Judge Sets Stanford Trial for 2011; Again Asked to Compel Insurance

Alleged swindler Allen Stanford will spend more than a year in custody after a U.S. judge Thursday set his criminal trial for January 2011.

“This criminal case is going to get under way and it is going to go on schedule,” U.S. District Judge David Hittner said at a court hearing.

The date was a compromise between Stanford’s attorneys, who said they wanted the trial to start in summer 2011 because they needed more time to prepare, and U.S. prosecutors, who pushed for a September 2010 date.

Stanford, 59, has been in custody since June 19 when the government charged him with 21 criminal charges related to a $7 billion Ponzi scheme centered on fraudulent certificates of deposit (CDs) issued by his offshore bank in Antigua.

The fallen Texas financier could face life in prison if convicted on all counts. In June, Stanford pleaded not guilty to the charges.

Stanford, wearing a green jump suit, looked haggard and thin when he appeared at the court. His face was scruffy with an unshaven beard. He is being held in a federal facility in downtown Houston and is not allowed visits from his family, said Kent Schaffer, his criminal defense attorney, after the hearing.

Bernard Madoff, now serving a 150-year prison sentence after pleading guilty to a $65 billion fraud, awaited trial under house arrest in a penthouse on Manhattan’s East Side.

But U.S. prosecutors convinced Hittner that Stanford was a flight risk because of his dual U.S./Antiguan citizenship and his global network of wealthy connections.

At the hearing that lasted four hours, lawyers for Stanford and the other defendants — former Stanford executives Laura Holt, Gilbert Lopez and Mark Kuhrt — in the criminal case sparred with attorneys for Lloyd’s of London over the payment of defense fees under a directors and officers policy.

In November, Lloyd’s said it was denying payment of defense costs after Aug. 27, the day Stanford’s former chief financial officer, James Davis, pleaded guilty to fraud.

Lloyd’s, which has so far advanced a total of $4.2 million in legal fees to Stanford defendants, declined to provide additional coverage because claims resulting from money laundering are excluded under the policy.

In response, Stanford and the other defendants sued Lloyd’s and have asked Hittner to compel the insurer to pay defense costs. Stanford attorney Kent Schaffer said the group’s entire criminal defense is expected to cost $20 million to $30 million .

Hittner is expected to rule on the matter in the coming weeks, but his decision will likely be appealed.

Stanford, who was estimated to be worth $2.2 billion by Forbes magazine in 2008, has had his assets frozen since February when the U.S. Securities and Exchange Commission filed civil fraud charges against him.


# [Exercise objective]
Each line of the data below holding the word "slot" must be copied.

# [The data]
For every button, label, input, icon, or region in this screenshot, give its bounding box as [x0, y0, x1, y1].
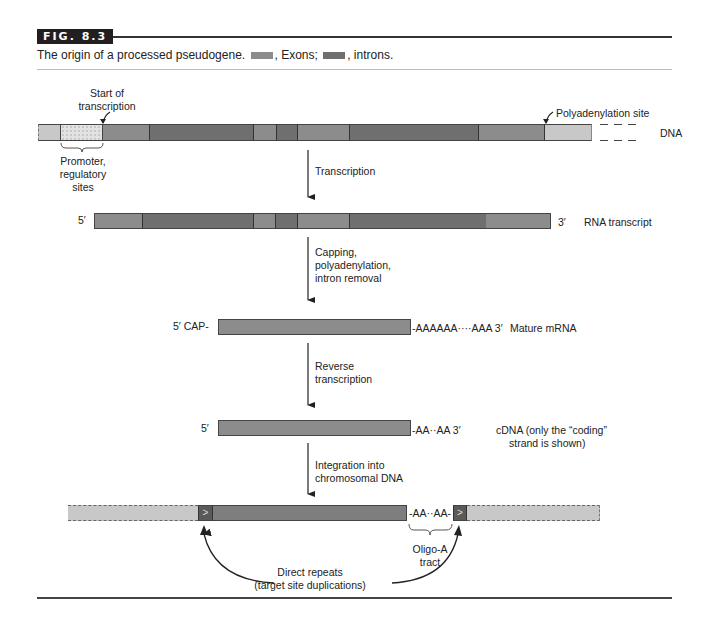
dna-dashes — [600, 125, 642, 141]
promoter-brace-icon — [61, 143, 103, 152]
right-repeat-arrow-icon — [392, 534, 458, 583]
left-repeat-arrow-icon — [204, 534, 274, 583]
oligo-a-brace-icon — [409, 524, 452, 535]
diagram-overlay — [0, 0, 704, 620]
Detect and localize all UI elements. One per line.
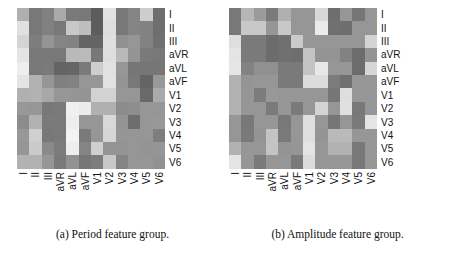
heatmap-cell — [241, 129, 253, 142]
heatmap-cell — [128, 62, 140, 75]
heatmap-column-label: V6 — [153, 172, 164, 184]
heatmap-cell — [103, 102, 115, 115]
heatmap-cell — [365, 115, 377, 128]
heatmap-cell — [254, 8, 266, 21]
heatmap-cell — [352, 75, 364, 88]
heatmap-cell — [291, 88, 303, 101]
heatmap-cell — [315, 21, 327, 34]
heatmap-cell — [79, 48, 91, 61]
heatmap-column-label-slot: V1 — [303, 169, 315, 227]
heatmap-cell — [365, 21, 377, 34]
heatmap-cell — [303, 48, 315, 61]
heatmap-cell — [241, 88, 253, 101]
heatmap-cell — [128, 88, 140, 101]
heatmap-row-label: V3 — [381, 115, 425, 128]
heatmap-a-cluster: IIIIIIaVRaVLaVFV1V2V3V4V5V6 IIIIIIaVRaVL… — [17, 8, 165, 169]
heatmap-cell — [365, 35, 377, 48]
heatmap-cell — [278, 88, 290, 101]
heatmap-row-label: V2 — [169, 102, 213, 115]
heatmap-cell — [241, 142, 253, 155]
heatmap-cell — [291, 155, 303, 168]
heatmap-cell — [17, 48, 29, 61]
heatmap-cell — [229, 75, 241, 88]
caption-a: (a) Period feature group. — [0, 228, 225, 240]
heatmap-row-label: III — [169, 35, 213, 48]
heatmap-cell — [66, 142, 78, 155]
heatmap-column-label-slot: II — [241, 169, 253, 227]
heatmap-cell — [352, 88, 364, 101]
heatmap-cell — [365, 129, 377, 142]
heatmap-cell — [328, 129, 340, 142]
heatmap-cell — [79, 129, 91, 142]
heatmap-cell — [254, 88, 266, 101]
heatmap-cell — [66, 102, 78, 115]
heatmap-cell — [128, 75, 140, 88]
heatmap-column-label: V4 — [341, 172, 352, 184]
heatmap-cell — [352, 21, 364, 34]
heatmap-cell — [140, 142, 152, 155]
heatmap-cell — [254, 155, 266, 168]
heatmap-cell — [328, 75, 340, 88]
heatmap-column-label: aVR — [55, 172, 66, 191]
heatmap-column-label: V6 — [365, 172, 376, 184]
heatmap-cell — [91, 62, 103, 75]
heatmap-cell — [29, 115, 41, 128]
heatmap-cell — [54, 115, 66, 128]
heatmap-cell — [116, 142, 128, 155]
heatmap-cell — [66, 62, 78, 75]
heatmap-cell — [278, 115, 290, 128]
heatmap-row-label: III — [381, 35, 425, 48]
heatmap-cell — [17, 142, 29, 155]
heatmap-cell — [352, 115, 364, 128]
heatmap-cell — [17, 35, 29, 48]
heatmap-cell — [241, 102, 253, 115]
heatmap-column-label-slot: V2 — [103, 169, 115, 227]
heatmap-cell — [303, 75, 315, 88]
heatmap-column-label: V5 — [353, 172, 364, 184]
heatmap-cell — [91, 102, 103, 115]
heatmap-cell — [241, 155, 253, 168]
heatmap-cell — [29, 35, 41, 48]
heatmap-row-label: II — [169, 21, 213, 34]
heatmap-column-label-slot: II — [29, 169, 41, 227]
heatmap-column-label: II — [242, 172, 253, 178]
heatmap-cell — [54, 8, 66, 21]
heatmap-cell — [303, 102, 315, 115]
heatmap-column-label-slot: aVF — [79, 169, 91, 227]
heatmap-cell — [328, 115, 340, 128]
heatmap-cell — [42, 62, 54, 75]
heatmap-column-label: V1 — [304, 172, 315, 184]
heatmap-cell — [266, 115, 278, 128]
heatmap-cell — [241, 75, 253, 88]
heatmap-cell — [303, 115, 315, 128]
heatmap-cell — [254, 35, 266, 48]
heatmap-cell — [315, 129, 327, 142]
heatmap-cell — [365, 155, 377, 168]
heatmap-cell — [340, 102, 352, 115]
heatmap-cell — [365, 142, 377, 155]
heatmap-cell — [140, 35, 152, 48]
heatmap-cell — [79, 62, 91, 75]
heatmap-cell — [17, 8, 29, 21]
heatmap-cell — [91, 155, 103, 168]
heatmap-cell — [29, 88, 41, 101]
heatmap-cell — [128, 129, 140, 142]
heatmap-cell — [116, 21, 128, 34]
heatmap-cell — [365, 8, 377, 21]
heatmap-column-label-slot: aVR — [266, 169, 278, 227]
heatmap-cell — [54, 62, 66, 75]
heatmap-cell — [153, 88, 165, 101]
heatmap-cell — [54, 48, 66, 61]
heatmap-cell — [340, 155, 352, 168]
heatmap-column-label: aVL — [67, 172, 78, 190]
heatmap-cell — [365, 88, 377, 101]
heatmap-cell — [116, 129, 128, 142]
heatmap-cell — [153, 8, 165, 21]
heatmap-cell — [29, 8, 41, 21]
heatmap-cell — [229, 8, 241, 21]
heatmap-cell — [79, 35, 91, 48]
heatmap-cell — [42, 8, 54, 21]
heatmap-cell — [303, 8, 315, 21]
heatmap-cell — [79, 115, 91, 128]
heatmap-column-label: III — [254, 172, 265, 180]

# [Output of the exercise]
heatmap-column-label-slot: V1 — [303, 169, 315, 227]
heatmap-column-label-slot: II — [241, 169, 253, 227]
heatmap-column-label-slot: V2 — [103, 169, 115, 227]
heatmap-column-label-slot: II — [29, 169, 41, 227]
heatmap-column-label-slot: aVF — [79, 169, 91, 227]
heatmap-column-label-slot: aVR — [266, 169, 278, 227]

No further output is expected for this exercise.